The assault lasted mere minutes but felt eternal to survivors like Bessie, who crawled through the smoke-filled chaos, bullets grazing her head, chest, arms, and back, leaving her body riddled with wounds and crippled for life. She fled to Galveston for treatment, her escape a miracle amid the carnage. The massacre claimed Sarah, George, Pete, and other family members, their deaths a calculated erasure of Black prosperity.
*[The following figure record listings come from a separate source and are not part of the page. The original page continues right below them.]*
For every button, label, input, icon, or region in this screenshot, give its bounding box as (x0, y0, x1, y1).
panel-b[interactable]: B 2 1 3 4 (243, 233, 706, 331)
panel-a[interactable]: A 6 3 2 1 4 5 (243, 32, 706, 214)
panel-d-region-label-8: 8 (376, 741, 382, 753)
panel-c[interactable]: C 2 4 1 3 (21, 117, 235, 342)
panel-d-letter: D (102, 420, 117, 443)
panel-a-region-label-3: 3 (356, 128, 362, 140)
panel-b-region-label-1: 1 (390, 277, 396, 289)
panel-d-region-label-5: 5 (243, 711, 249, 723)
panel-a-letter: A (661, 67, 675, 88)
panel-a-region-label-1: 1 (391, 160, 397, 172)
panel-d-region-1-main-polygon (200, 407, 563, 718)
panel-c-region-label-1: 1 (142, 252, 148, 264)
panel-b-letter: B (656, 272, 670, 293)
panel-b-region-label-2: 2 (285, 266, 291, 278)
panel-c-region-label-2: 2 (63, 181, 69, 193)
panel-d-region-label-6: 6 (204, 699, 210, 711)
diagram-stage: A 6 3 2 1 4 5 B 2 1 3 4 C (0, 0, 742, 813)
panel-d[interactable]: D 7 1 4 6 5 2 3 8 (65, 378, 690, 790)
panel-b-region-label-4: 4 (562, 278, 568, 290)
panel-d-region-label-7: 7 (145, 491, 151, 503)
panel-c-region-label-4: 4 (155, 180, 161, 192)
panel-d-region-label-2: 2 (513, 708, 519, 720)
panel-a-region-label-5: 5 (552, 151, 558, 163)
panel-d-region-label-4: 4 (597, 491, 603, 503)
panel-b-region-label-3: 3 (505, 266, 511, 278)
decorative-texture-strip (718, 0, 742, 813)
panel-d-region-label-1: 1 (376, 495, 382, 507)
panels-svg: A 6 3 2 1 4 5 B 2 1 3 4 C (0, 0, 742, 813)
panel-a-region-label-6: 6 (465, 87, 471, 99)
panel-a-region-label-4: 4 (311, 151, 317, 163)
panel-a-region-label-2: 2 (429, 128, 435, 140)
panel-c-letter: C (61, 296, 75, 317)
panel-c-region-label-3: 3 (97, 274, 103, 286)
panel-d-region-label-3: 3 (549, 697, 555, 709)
Bessie, wounded in the head, chest, arms, and back, escaped to a Galveston hospital, crippled but alive. Her 1919 statement exposed the mob’s premeditated violence, yet the NAACP’s efforts faltered. Bessie died of tuberculosis in February 1920 in Baltimore, silencing the truth. No one was prosecuted; King died in 1948, Allen in 1928, and Moses Allen in 1963, living unpunished lives.


Unresolved Injustice

The Cabiness Massacre, with over 260 lynchings in Texas from 1889–1918, exemplifies Jim Crow’s racial terror. Elijah’s journey from slavery to landownership was obliterated, his descendants erased for daring to assert their rights. The NAACP’s failed intervention and Governor Hobby’s inaction reflect a society where Black lives were expendable. This case underscores the need to remember such atrocities, ensuring the Cabiness family’s story endures against historical erasure.

Sources

History.com. (2020). Jim Crow Laws. Retrieved from https://www.history.com/topics/early-20th-century-us/jim-crow-laws

Texas State Historical Association. (n.d.). Walker County, Texas. Retrieved from https://www.tshaonline.org/handbook/entries/walker-county

National Archives. (n.d.). World War I Draft Registration Cards. Retrieved from https://www.archives.gov/research/military/ww1/draft-registration

Equal Justice Initiative. (2015). Lynching in America: Confronting the Legacy of Racial Terror. Retrieved from https://eji.org/reports/lynching-in-america/

Library of Congress. (n.d.). The Reconstruction Era and the Fragility of Black Freedom. Retrieved from https://www.loc.gov/collections/civil-war-glass-negatives/articles-and-essays/reconstruction-and-its-aftermath/

Houston Chronicle Archives. (1918, June). Reports on Cabiness Incident. Historical Records.